Artists find their muses in different places. For example, Kandis Elliot recently finished rendering every single kind of fish in Wisconsin.

“Brain in a Dish” Could Replace Toxic Animal Tests

Scientific American

Scientists in Wisconsin have succeeded in growing three-dimensional brainlike tissue structures derived from human embryonic stem cells. Unlike previous miniature model brains, the new structures can be easily reproduced and they contain vascular cells and microglia, a type of immune cell.

Vos optimistic about prospects for fetal body parts bill

Wisconsin Radio Network

Assembly Speaker Robin Vos is optimistic he’ll be able to muster the votes needed to pass a bill banning research on tissue from aborted fetuses. Opponents of the measure – including some Republicans and the state’s largest business lobby – have expressed concerns that the bill will harm biomedical research in Wisconsin.

Senate committee to hold hearing on fetal research ban

Associated Press

Wisconsin legislators are set to hold another public hearing on a bill that would outlaw research on tissue taken from aborted fetuses.

The Senate’s health committee was scheduled to hold a hearing on the Republican-authored measure Tuesday morning in the state Capitol. The Assembly’s criminal justice already has held a hearing and approved the bill, clearing the way for a full vote that chamber but it’s unclear how much support the proposal has among Senate Republicans, who are concerned the measure’s effect on research.

Fetal research ban authors try to persuade Senate committee

Associated Press

The authors of a bill that would outlaw research on tissue from fetuses aborted are trying to persuade the state Senate’s health committee to approve the proposal.

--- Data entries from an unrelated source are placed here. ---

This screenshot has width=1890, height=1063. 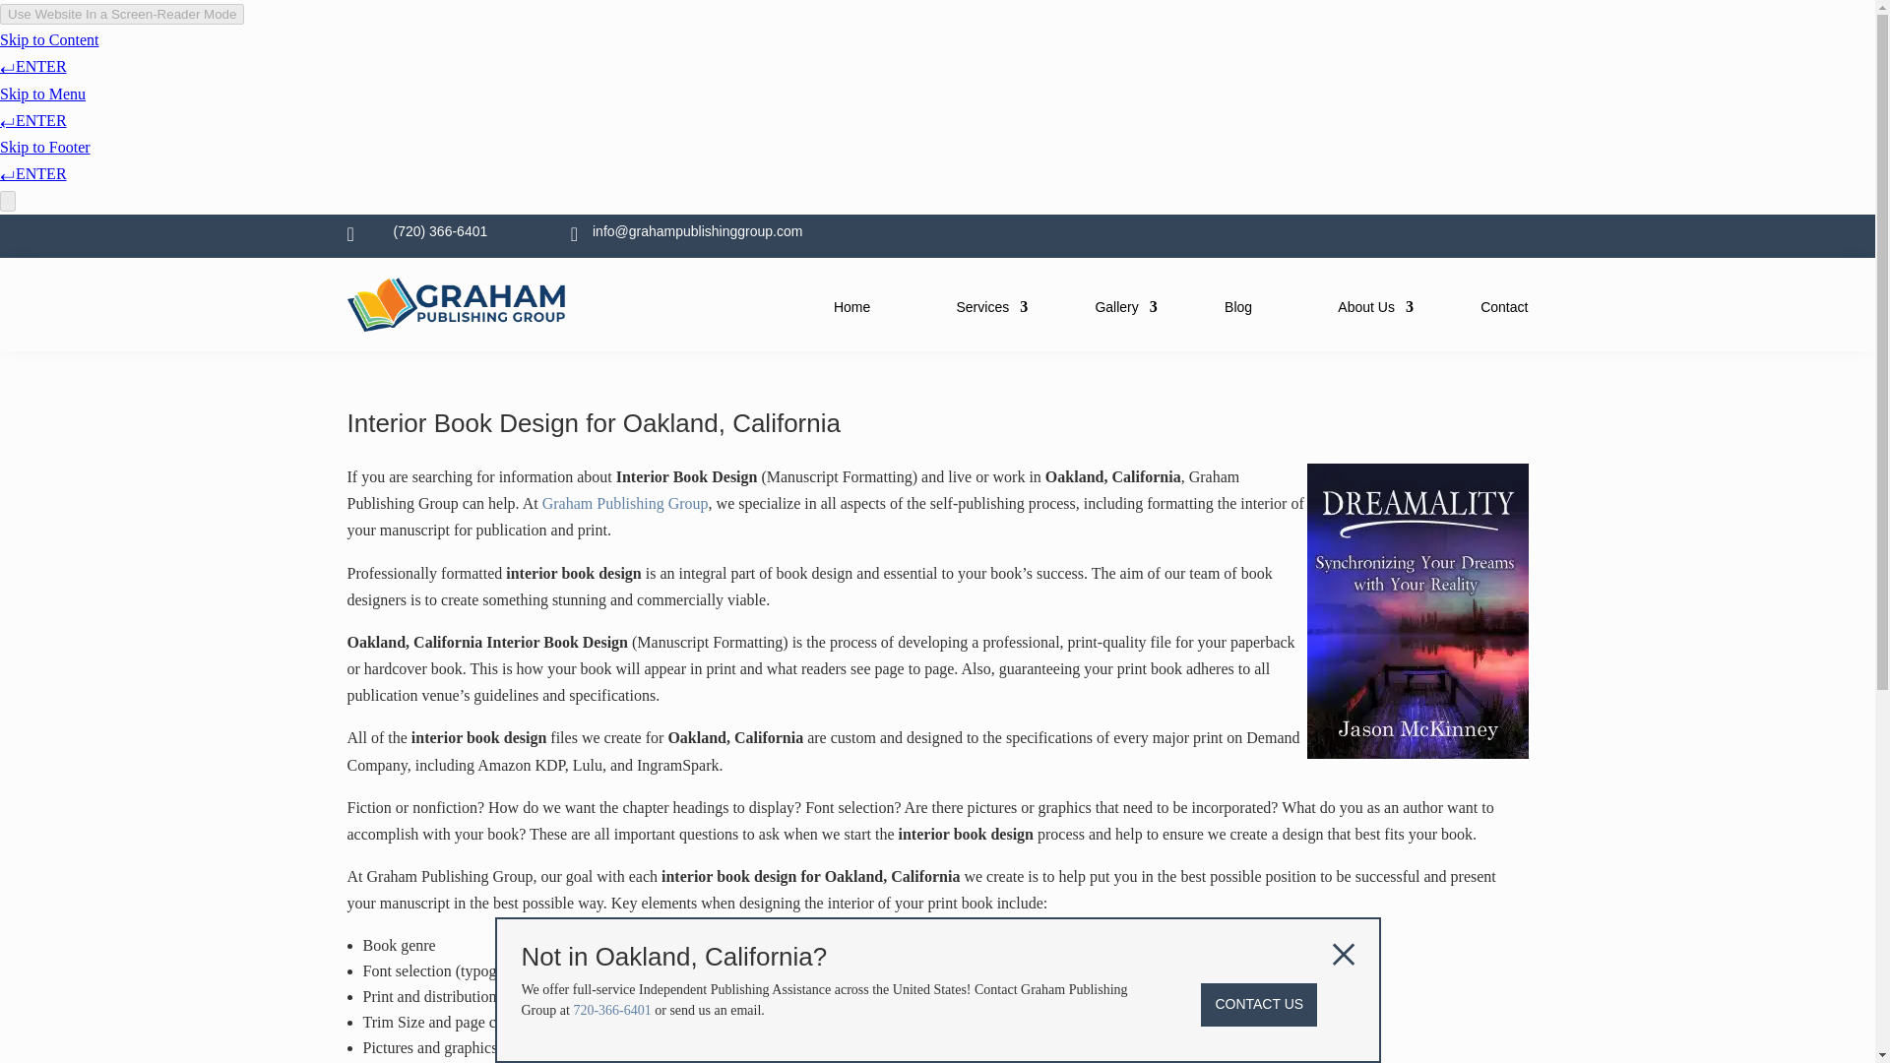 I want to click on Contact, so click(x=1503, y=307).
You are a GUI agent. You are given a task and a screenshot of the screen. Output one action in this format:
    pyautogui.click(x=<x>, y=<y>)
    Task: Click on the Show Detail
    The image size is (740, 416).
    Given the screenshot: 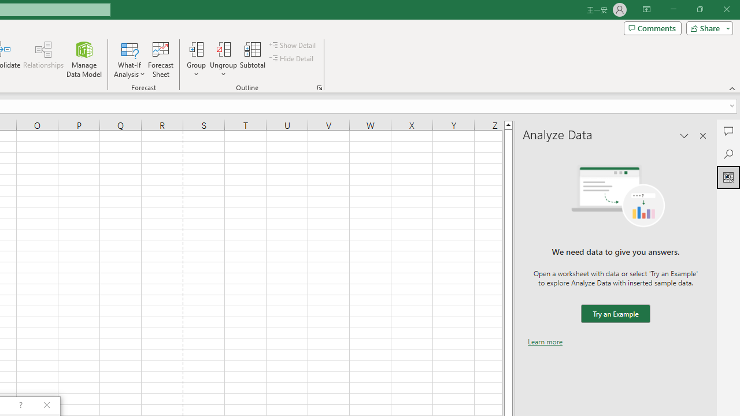 What is the action you would take?
    pyautogui.click(x=293, y=45)
    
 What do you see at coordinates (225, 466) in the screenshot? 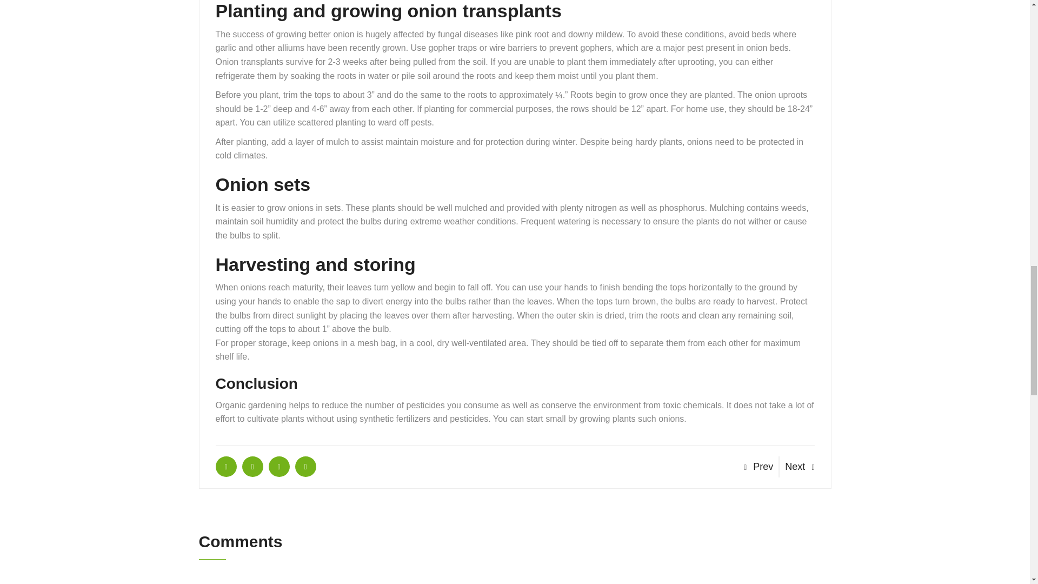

Sen. Duey Stroebel and Rep. Andre Jacque, both Republicans, told the committee during a public hearing Tuesday that the bill will stop atrocities and aborted children should be treated like humans, not specimens.

UW physicist awarded Balzan Prize

Milwaukee Journal Sentinel

Francis Halzen, a physicist at the University of Wisconsin-Madison and leader of the giant neutrino telescope known as IceCube, has won the 2015 Balzan Prize, an award worth about $775,000.